Mata Ortiz:
Mirror on a Country Road
This work is a photographic study
of the ongoing transformation of a number of heretofore isolated northern Mexican villagers into a community of world-class ceramic artists. This transformation is having a profound historic impact on their lives, the life of their village and on the social, economic and cultural life of the surrounding region. I began this project with the ambition of depicting the harmonies and paradoxes shaping these artists and their village as both are inexorably compelled, by virtue of an event in the history of art, to confront the modern economic and cultural world and find and take their place within it.
The village of Mata Ortiz is located in the high Chihuahua Desert of northern Mexico. Until the 1970s this region might as well have been called “Forgotten Mexico”. Fifty years ago, inspired by ancient shards from the Paquime civilization, a teen-age boy, Juan Quezada, set about to re-invent ceramic technology. Through 16 years of experimentation, without any input from the outside, he succeeded in creating polychrome pottery that was structurally and artistically the equal of the originals. In 1976, an American anthropologist with a fine-arts background discovered some unsigned examples of Quezada’s work. Today, in this village of not more than 3000 people, more than 400 potters are engaged in the practice and development of what is now recognized worldwide as a high art form.
This pottery art is the clay-based economic engine that is changing life in the village and bringing Mata Ortiz into its place in history. The Chihuahua state government recently paved the dirt road that leads south from Nuevo Casas Grandes to Mata Ortiz. The paving of the road represents a defining moment for the village and is, as such, a defining moment for my project as well. The government is also involved in marketing the artistic product of the village and developing a tourism-based infrastructure throughout the region.

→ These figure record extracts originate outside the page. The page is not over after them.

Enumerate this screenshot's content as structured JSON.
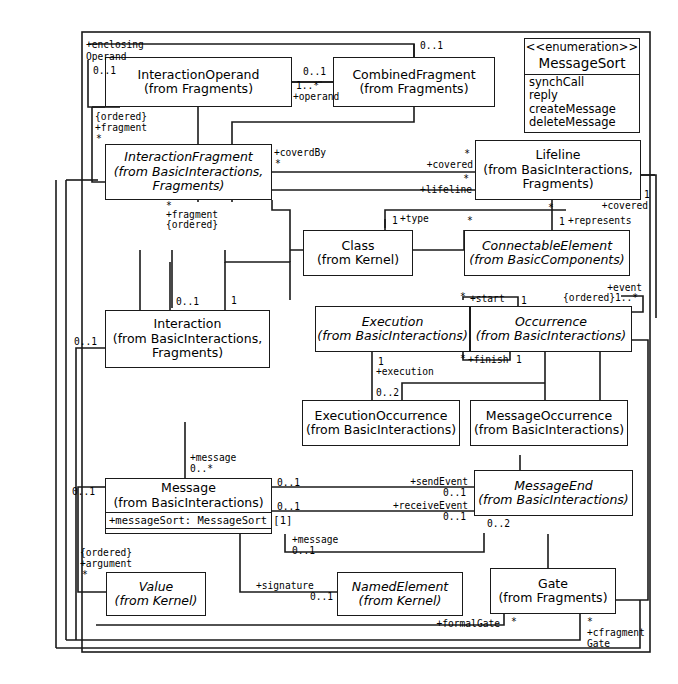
{
  "diagram": {
    "stroke_color": "#1a1a1a",
    "background_color": "#ffffff"
  },
  "classes": [
    {
      "id": "interactionoperand",
      "name": "InteractionOperand",
      "from": "(from Fragments)",
      "abstract": false
    },
    {
      "id": "combinedfragment",
      "name": "CombinedFragment",
      "from": "(from Fragments)",
      "abstract": false
    },
    {
      "id": "interactionfragment",
      "name": "InteractionFragment",
      "from": "(from BasicInteractions,",
      "from2": "Fragments)",
      "abstract": true
    },
    {
      "id": "lifeline",
      "name": "Lifeline",
      "from": "(from BasicInteractions,",
      "from2": "Fragments)",
      "abstract": false
    },
    {
      "id": "class",
      "name": "Class",
      "from": "(from Kernel)",
      "abstract": false
    },
    {
      "id": "connectableelement",
      "name": "ConnectableElement",
      "from": "(from BasicComponents)",
      "abstract": true
    },
    {
      "id": "interaction",
      "name": "Interaction",
      "from": "(from BasicInteractions,",
      "from2": "Fragments)",
      "abstract": false
    },
    {
      "id": "execution",
      "name": "Execution",
      "from": "(from BasicInteractions)",
      "abstract": true
    },
    {
      "id": "occurrence",
      "name": "Occurrence",
      "from": "(from BasicInteractions)",
      "abstract": true
    },
    {
      "id": "executionoccurrence",
      "name": "ExecutionOccurrence",
      "from": "(from BasicInteractions)",
      "abstract": false
    },
    {
      "id": "messageoccurrence",
      "name": "MessageOccurrence",
      "from": "(from BasicInteractions)",
      "abstract": false
    },
    {
      "id": "message",
      "name": "Message",
      "from": "(from BasicInteractions)",
      "abstract": false,
      "attributes": [
        "+messageSort: MessageSort [1]"
      ]
    },
    {
      "id": "messageend",
      "name": "MessageEnd",
      "from": "(from BasicInteractions)",
      "abstract": true
    },
    {
      "id": "value",
      "name": "Value",
      "from": "(from Kernel)",
      "abstract": true
    },
    {
      "id": "namedelement",
      "name": "NamedElement",
      "from": "(from Kernel)",
      "abstract": true
    },
    {
      "id": "gate",
      "name": "Gate",
      "from": "(from Fragments)",
      "abstract": false
    }
  ],
  "enumeration": {
    "stereotype": "<<enumeration>>",
    "name": "MessageSort",
    "literals": [
      "synchCall",
      "reply",
      "createMessage",
      "deleteMessage"
    ]
  },
  "edge_labels": [
    {
      "id": "enclosing-operand-role",
      "text": "+enclosing"
    },
    {
      "id": "enclosing-operand-role2",
      "text": "Operand"
    },
    {
      "id": "enclosing-operand-mult",
      "text": "0..1"
    },
    {
      "id": "operand-mult",
      "text": "1..*"
    },
    {
      "id": "operand-role",
      "text": "+operand"
    },
    {
      "id": "combinedfragment-mult",
      "text": "0..1"
    },
    {
      "id": "combinedfragment-left-mult",
      "text": "0..1"
    },
    {
      "id": "fragment-ordered",
      "text": "{ordered}"
    },
    {
      "id": "fragment-role",
      "text": "+fragment"
    },
    {
      "id": "fragment-star",
      "text": "*"
    },
    {
      "id": "coverdby-role",
      "text": "+coverdBy"
    },
    {
      "id": "coverdby-star",
      "text": "*"
    },
    {
      "id": "covered-role",
      "text": "+covered"
    },
    {
      "id": "covered-star",
      "text": "*"
    },
    {
      "id": "lifeline-role",
      "text": "+lifeline"
    },
    {
      "id": "lifeline-star",
      "text": "*"
    },
    {
      "id": "fragment2-star",
      "text": "*"
    },
    {
      "id": "fragment2-role",
      "text": "+fragment"
    },
    {
      "id": "fragment2-ordered",
      "text": "{ordered}"
    },
    {
      "id": "type-mult",
      "text": "1"
    },
    {
      "id": "type-role",
      "text": "+type"
    },
    {
      "id": "represents-mult",
      "text": "1"
    },
    {
      "id": "represents-role",
      "text": "+represents"
    },
    {
      "id": "connectable-star",
      "text": "*"
    },
    {
      "id": "lifeline-covered-mult",
      "text": "1"
    },
    {
      "id": "lifeline-covered-role",
      "text": "+covered"
    },
    {
      "id": "interaction-mult",
      "text": "0..1"
    },
    {
      "id": "interaction-mult2",
      "text": "1"
    },
    {
      "id": "interaction-left-mult",
      "text": "0..1"
    },
    {
      "id": "execution-star",
      "text": "*"
    },
    {
      "id": "start-role",
      "text": "+start"
    },
    {
      "id": "start-mult",
      "text": "1"
    },
    {
      "id": "event-role",
      "text": "+event"
    },
    {
      "id": "event-ordered",
      "text": "{ordered}"
    },
    {
      "id": "event-mult",
      "text": "1..*"
    },
    {
      "id": "finish-star",
      "text": "*"
    },
    {
      "id": "finish-role",
      "text": "+finish"
    },
    {
      "id": "finish-mult",
      "text": "1"
    },
    {
      "id": "execution-mult",
      "text": "1"
    },
    {
      "id": "execution-role",
      "text": "+execution"
    },
    {
      "id": "execution-mult2",
      "text": "0..2"
    },
    {
      "id": "message-role",
      "text": "+message"
    },
    {
      "id": "message-mult",
      "text": "0..*"
    },
    {
      "id": "message-left-mult",
      "text": "0..1"
    },
    {
      "id": "sendevent-mult-src",
      "text": "0..1"
    },
    {
      "id": "sendevent-role",
      "text": "+sendEvent"
    },
    {
      "id": "sendevent-mult",
      "text": "0..1"
    },
    {
      "id": "receiveevent-mult-src",
      "text": "0..1"
    },
    {
      "id": "receiveevent-role",
      "text": "+receiveEvent"
    },
    {
      "id": "receiveevent-mult",
      "text": "0..1"
    },
    {
      "id": "messageend-mult",
      "text": "0..2"
    },
    {
      "id": "message2-role",
      "text": "+message"
    },
    {
      "id": "message2-mult",
      "text": "0..1"
    },
    {
      "id": "argument-ordered",
      "text": "{ordered}"
    },
    {
      "id": "argument-role",
      "text": "+argument"
    },
    {
      "id": "argument-star",
      "text": "*"
    },
    {
      "id": "signature-role",
      "text": "+signature"
    },
    {
      "id": "signature-mult",
      "text": "0..1"
    },
    {
      "id": "formalgate-role",
      "text": "+formalGate"
    },
    {
      "id": "formalgate-star",
      "text": "*"
    },
    {
      "id": "cfragment-star",
      "text": "*"
    },
    {
      "id": "cfragmentgate-role",
      "text": "+cfragment"
    },
    {
      "id": "cfragmentgate-role2",
      "text": "Gate"
    }
  ]
}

These pictures are unsentimental observations whose clarity of description and accuracy of detail will also make them in a certain way documentary. However, I am not primarily interested in making documents. Rather, the documentary style serves as a point of departure toward a mixed style that already includes elements of the sketch—for its immediacy and lyricism—and a certain tense method of composition, that is, I believe, appropriate to the expression of a place so singularly situated in history.
I am working to depict the village as an experience, physical and emotional, including the emotions of the photographer where appropriate. My subject is not art but, since I am depicting a place that exists in its present form because of its art, artists and art objects are inescapable themes. My intent is to populate a Homeric Ithaca, a Faulknerian Yoknapatawpha County, a village in the tradition of Breugel with the residents of Mata Ortiz, in their daily lives, during this period in their history. It is my ambition to let the rhythm of the place, the people, and the life define the scope and character of this body of work.
As Charles Dickens said in Bleak House: “And thus, through years and years, and lives and lives, everything goes on, constantly beginning over and over again, and nothing ever ends.” So, too, in Mata Ortiz.
Continued
There are a number of people to whom I would like to dedicate the photos in this gallery about Mata Ortiz. First, is my wonderful late friend Tito Carillo whose love of the people of Mata Ortiz and their artistry gave me untold access to an incredibly welcoming community. Second would be the people of Mata Ortiz itself who let me into their lives; with particular appreciation to Jerado Sandoval Tena and family and Diego Valles whose conversations and insights I will always cherish. Without the guidance and assistance of the late Ben Lifson this project would have never come to pass. He helped me see and gave me a voice. The John Simon Guggenheim Memorial Foundation’s support and validation have been immeasurable and without them none of this would have been possible. Finally, my parents, Arthur and Edith, never wavered in their belief in and support of my abilities. It is my hope that their support and love is honored in this- and indeed all- my work.